Tell me about it! I get thoughts out the waaaazooo! Sometimes I just want to scream, but of course I can't!! I gotta keep living a normal life for my kids, myself, and normalcy yet I gotta carry this damn A thing with me every where I go. I can say that information in the long run will help you to step back (third person style) and see the big picture. My movie is apparently still running so my advice or support is limited at best. I tried the bottle but as a bud of mine said" you can't drown those sorrows---they just swim back to the top!"
I feel anger too, but when I really look into it the anger is more of an expression than a state of being. I'm angry he thought so little of me. I'm angry that my warnings to him weren't headed. I'm angry that I married someone who could be so cruel.

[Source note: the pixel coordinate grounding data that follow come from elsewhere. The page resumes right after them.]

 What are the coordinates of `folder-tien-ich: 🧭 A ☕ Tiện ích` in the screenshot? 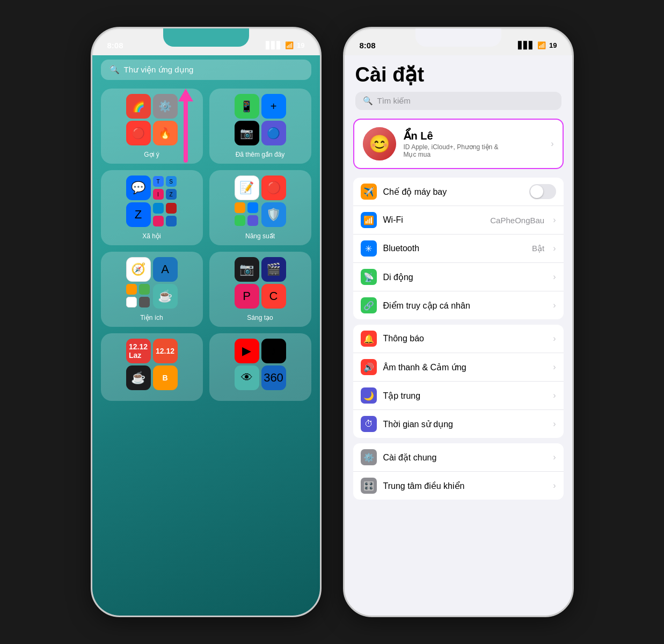 It's located at (152, 289).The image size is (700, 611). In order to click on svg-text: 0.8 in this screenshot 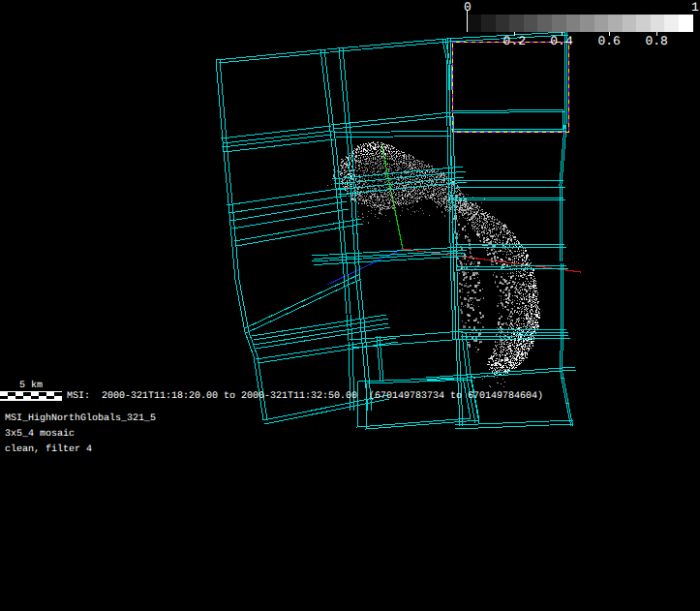, I will do `click(656, 41)`.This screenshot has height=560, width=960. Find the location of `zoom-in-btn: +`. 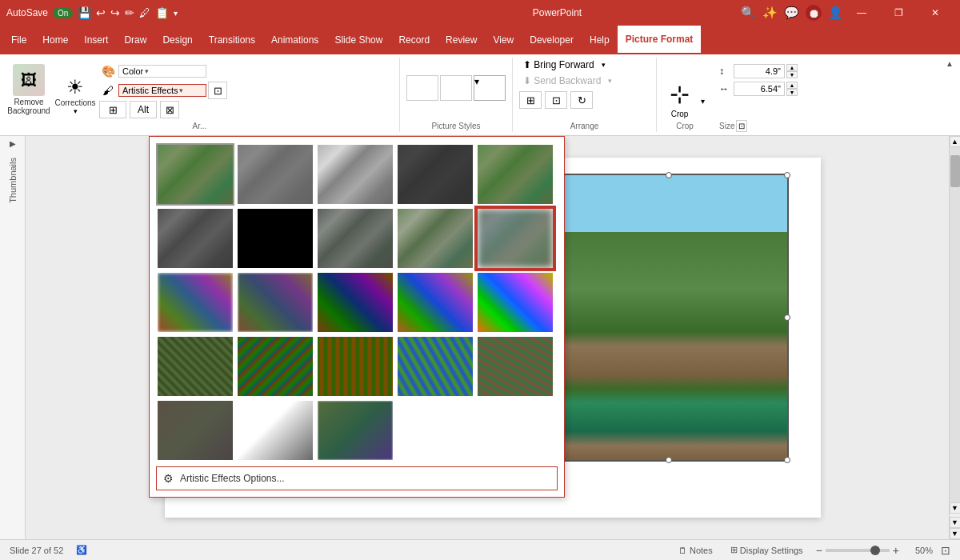

zoom-in-btn: + is located at coordinates (896, 550).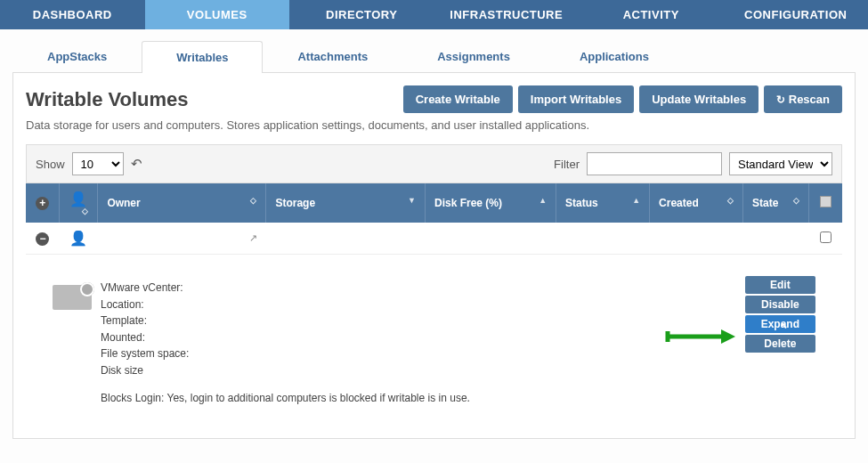 This screenshot has width=868, height=463. What do you see at coordinates (434, 57) in the screenshot?
I see `sub-nav: AppStacks Writables Attachments Assignme…` at bounding box center [434, 57].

And oddly enough, I'm angry at anger. I think, for me, where this all came from was his anger. His anger at life allowed him to set up the lie that I didn't matter. That because I was an insensitive person who didn't understand him he had every right to look for "happiness". The angry household he was raised in taught him that's it's ok to rollover people before they roll over you. For some people, for my husband, there are a total of three legitimate emotions: love, sadness and anger. The OW and on-line stuff was his love. What got him there was his anger, and now its all about the sadness.
I miss seeing him the way I used to. I miss believing in our future. I miss our dreams, our love, our laughing. Some days he tries, some days he doesn't. Maybe what's happened to me is different that most people here, but I see his A as another form of emotional abuse. It's another way his anger acted out to show that I/we just don't really matter.
I'm angry that I have to rebuild what I did not tear down. With or without him, I have to rebuild.